My feet ached. My canvas sneakers weren’t made for walking. They weren’t made for much of anything except to steal twenty bucks out of my pocket for 55 cents of rubber and cheap cloth. Paste my picture up high on the wall at the Sucker Hall of Fame.

 

As I rounded the corner, I saw the two cops were talking to a man in a ragged coat holding two plastic garbage bags. Behind the man was a tall iron gate with two angels mounted high on either side. The gate was ajar and inside it behind a short hedge was a pair of green dumpsters. The guy must have been diving for aluminum cans. The residents, fearing for their lives, called the authorities.
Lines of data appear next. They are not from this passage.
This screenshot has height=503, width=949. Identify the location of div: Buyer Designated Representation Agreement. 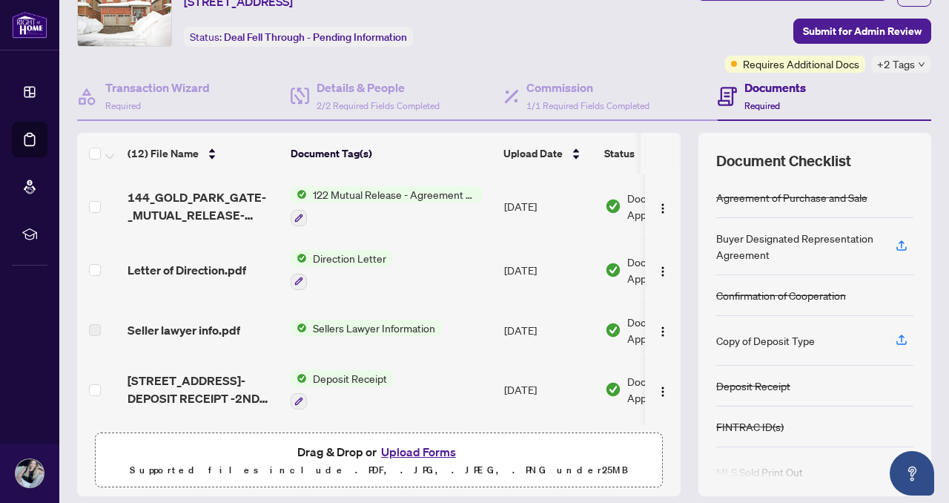
(797, 246).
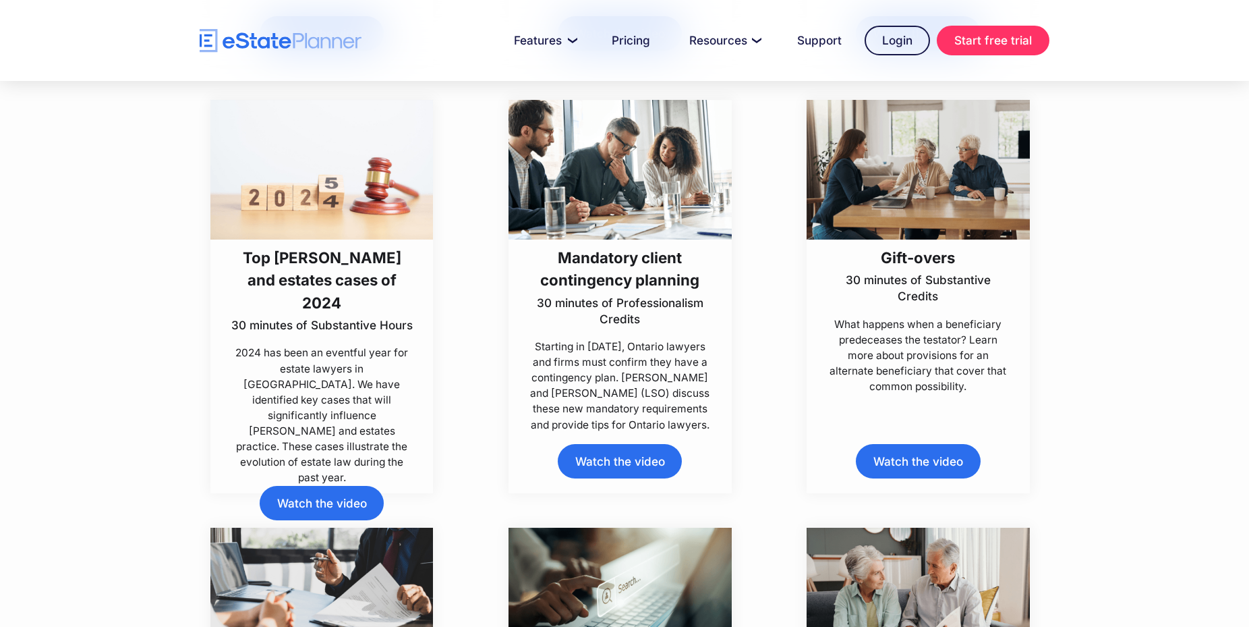 The width and height of the screenshot is (1249, 627). I want to click on p: What happens when a beneficiary predeceases the testator? Learn more about provisions for an alte..., so click(919, 355).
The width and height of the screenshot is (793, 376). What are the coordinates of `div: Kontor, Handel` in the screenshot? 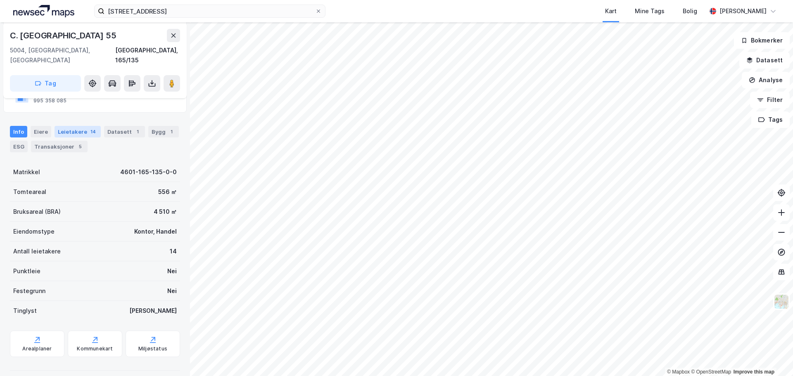 It's located at (155, 232).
Apparently the guardian angels on the gate were not enough security for the owners of the house.

 

As I got closer the cops pinned the man against the car, pulled his arms behind his back and handcuffed him. They recited his rights and stuck him in the back of the cruiser. As I walked by the car I heard the man screaming, “But what about my dog! You pricks, who’s gonna take care of my dog!” As they pulled away a skinny yellow dog trotted out of the bushes and followed the car for about half a block. Then it veered to the right, turned around and trotted toward me, tongue nearly dangling to the ground. The animal walked by my side for a few yards then smelled my ass. Apparently he got a whiff of something he didn’t like and started trotting in the other direction. Everyone’s a critic.

 

Toward the end of the neighborhood, I passed Jill Donaldson’s house, or at least where she spent her summers home from college. We saw each other for a couple months. While we were dating we spent almost all our time together doing whatever we wanted, and paid for the lark with her father’s credit card. It all came to a screeching halt when she said I drank too much. “I don’t think you drink enough,” I retorted. With wit like that, I thought, I should go on the road, maybe even get a sitcom. “You,” she insisted, “are a hopeless alcoholic. Maybe you should get some treatment. Lot’s of people have done it.”

 

“Sure,” I said. “And they replace the booze with something else to fill the bottomless holes in their souls. Some plug up the emptiness with religion, some with exercise, and others with money, sex or self-righteous rage. Or they just become boring. Anyway they become people I don’t want anything to do with.”

 

I walked to the liquor cabinet and poured myself a huge glass of what I knew was my last free liquor from that particular source. The following week she met up with a cokehead from Sacramento. Jill has been in treatment twice since we stopped seeing each other. I have yet to make that trip. I entered a working class neighborhood and immediately noticed a change. First of all there was noise, children playing in the yards, some screaming women and yelling men. Secondly, there was the smell of charcoal burning, people cooking their meals outdoors.

 

I turned the corner and started on the long straight drag to my place. I was soaked with sweat and I had worn holes in my shoes. And I still had 25 blocks to go. It was nearly dark when I reached my door. I was relieved to be home, and actually more relieved to be once again unemployed. Holding down a job is for losers, I thought. Jerks, assholes, flunkies… people too weak to buck the system, sissies who played the game because they had no imagination. I was dead tired, but I felt much more alive than I did before the Citation broke down.

 

I turned the knob on the door. It was locked. I checked my pockets for the key and remembered I threw it in the front seat when I abandoned the car. I went out to the bushes to look for a key I concealed for just such an event. All I found was a half-empty half-gallon of Old Thompson someone hid in the bushes. “Half-empty,” I muttered to myself. I unscrewed the cap and took a drink. It was still hot from a day in the summer heat. It was tough to swallow.  “Hell, I’m an optimist,” I said. I took another drink. “If it was a fifth, my cup would runneth over,” I said. Nobody heard me. I didn’t bother to repeat the statement.